Abstract
Angiostrongylus cantonensis is a parasite endemic in the Southeast Asian and Pacific regions. Humans are incidentally infected either by eating uncooked intermediate hosts or by consuming vegetables containing the living third-stage larvae. Reports on brain magnetic resonance imaging (MRI) findings and how they correlate with clinical features are limited in the literature. In this retrospective study, we investigated the brain MR features of eosinophilic meningitis caused by human infection with A. cantonensis. A detailed clinical study of 26 of these patients was conducted. The brain MRI findings were nonspecific, ranging from normal (n=1), leptomeningeal enhancement (n=21), hyperintense signal lesions (n=11) on T2-weighted MRI and nodular enhancing lesions in gadolinium-enhanced T1W1 (n=1). There was an association between the presence of brain MRI high signal intensities with peripheral eosinophilia (p=0.02), cerebrospinal fluid (CSF), eosinophil count ≥10%, and the presence of CSF antibodies to A. cantonensis (p=0.01). The patients with leptomeningeal enhancement in brain MRI tended to be younger and predominantly men (p=0.03). The time from onset of symptom to spinal tapping or brain MRI studies did not have an effect on the presence of brain MRI abnormalities. The brain MRI findings did not add any additional importance to the clinical evaluation of patients with eosinophilic meningitis in this series. Further studies are required to clarify the role of brain MRI in eosinophilic meningitis.
Introduction
Materials and Methods
All the patients hospitalized for angiostrongyliasis at the Kaohsiung Veterans General Hospital, Kaohsiung, Taiwan, during a period of 20 years (1991–2010), were recruited in this study. The clinical definition of eosinophilic meningitis was presence of recent history of eating or playing with intermediate hosts of A. cantonensis, positive specific antibody, and an acute onset of headache and eosinophilia in the blood or CSF accompanied by at least of one of the following symptoms: fever, ataxia, visual disturbance, photophobia, nuchal rigidity, neck pain, hyperesthesia, or paresthesia (Tsai et al. 2001). Eosinophilic pleocytosis was defined as the presence of ≥10 eosinophils/μL in the CSF or at least 10% eosinophils in the total CSF leukocyte count. Peripheral blood eosinophilia was defined as an increase in the percentage of peripheral blood eosinophils to more than 10% of the total peripheral blood leukocytes.

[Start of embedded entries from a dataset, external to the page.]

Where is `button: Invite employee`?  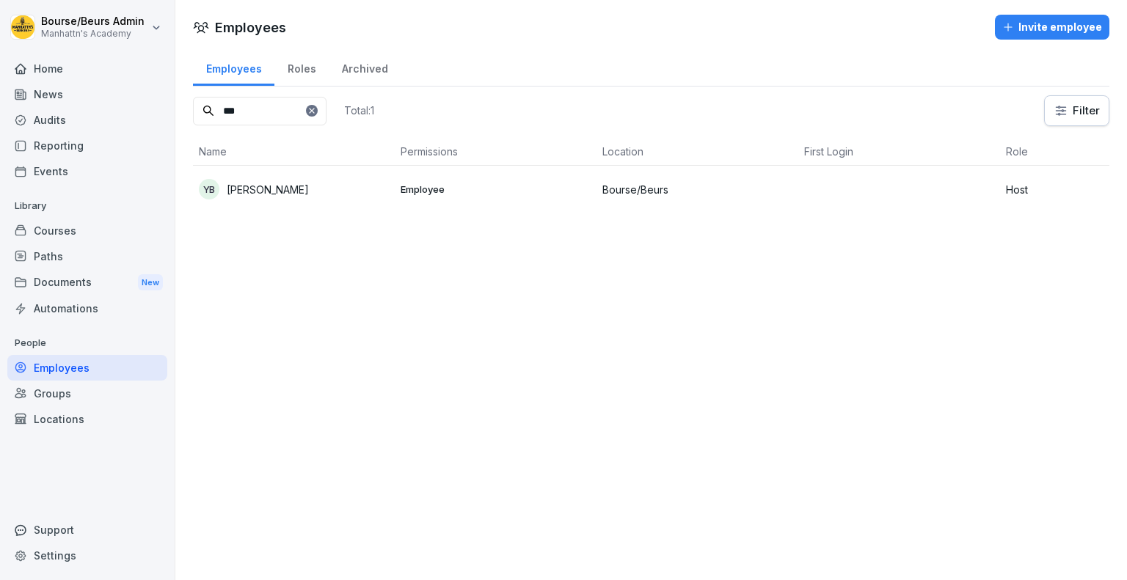 button: Invite employee is located at coordinates (1052, 27).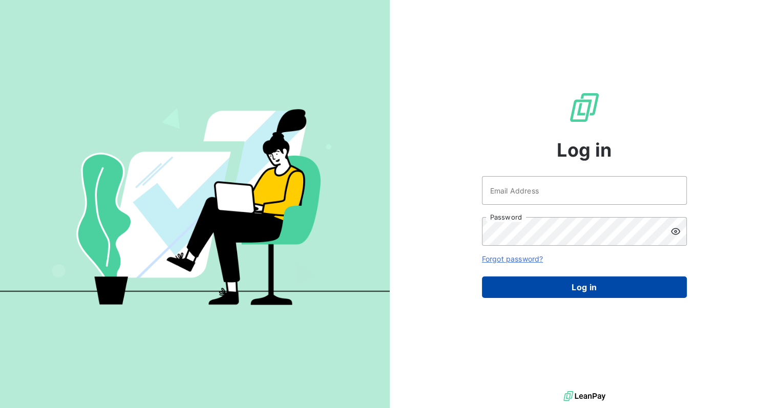  Describe the element at coordinates (584, 150) in the screenshot. I see `span: Log in` at that location.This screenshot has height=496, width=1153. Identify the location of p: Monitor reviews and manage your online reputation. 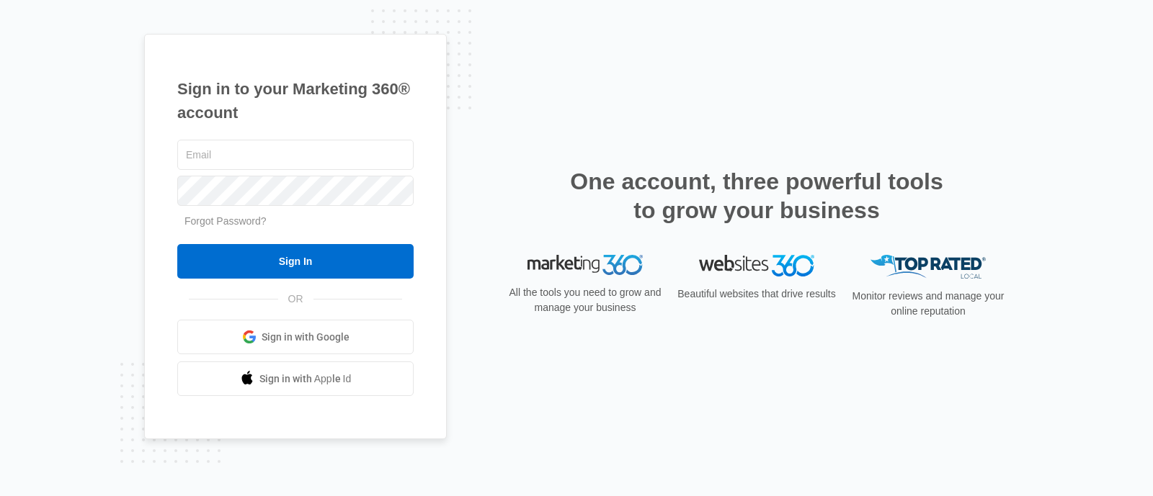
(928, 304).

The incubation period was calculated from the time of ingestion of the putative source to onset of symptoms. Physical examinations included neurologic and ophthalmic assessment. CSF was examined for cells, protein, glucose, and larvae. Laboratory tests included a complete blood cell and differential count, liver and renal function tests, creatinine phosphokinase levels, immunoglobulin E, and an indirect hemagglutination test for amoeba. Stools were examined for parasites and amebic trophozoites. Antibodies to A. cantonensis were detected in serum and CSF by a microenzyme-linked immunosorbent assay using young-adult worm antigen, molecular weight 204 kDa, purified by monoclonal antibody (Chye et al. 2000). Cranial MRI scans were performed with a 1.5-T imager (General Electric, Waukesha, WI). Intravenous administration of gadolinium-diethylenetriamine pentaacetic acid (Berlix Laboratories, Richmond, CA) in a dose of 0.1 mmol/kg on T1 imaging was used to visualize abnormal enhancement of the meninges and cerebrum. The MRI reports were reviewed by two independent radiologists who did not know the clinical status of our patients.
Statistical analysis
Continuous variables are reported as medians and interquartile ranges. Categoric variables are reported as frequencies and percentages. Comparisons of continuous variables between groups were carried out using the Mann-Whitney U test. Comparisons between groups on categoric variables were carried out with the χ 2 (chi-square) or Fisher exact test. A p-value of less than 0.05 was considered statistically significant. Statistical analyses were performed with SPSS 17.0 (SPSS, Inc., Chicago, IL).
Results
Demographic data
Thirty-five patients were identified as having A. cantonensis eosinophilic meningitis caused by A. cantonensis infection from 1991 to 2010. Nine patients from the 1999 outbreak (Tsai et al. 2003) were excluded because of the presence of unusual brain MRI appearances (high signal intensities in the globus pallidus) not previously reported in the other series. Twenty-six patients were enrolled into the study, median age was 36 years (range, 2–80 years). Eighty percent of the patients were men. The median incubation period was 26 days (range, 3–80 days). Eighty-five percent (22/26) of the patients had identifiable risky behavior such as ingestion of snails and other intermediate hosts before the onset of eosinophilic meningitis. Their detailed clinical features and laboratory findings are shown in Table 1. Some of the clinical manifestations of patients at our hospital in whom eosinophilic meningitis was diagnosed from December 1991 to September 2009 have been reported in a Taiwanese literature (Tseng et al. 2011). The present article mainly focuses on the brain MRI findings.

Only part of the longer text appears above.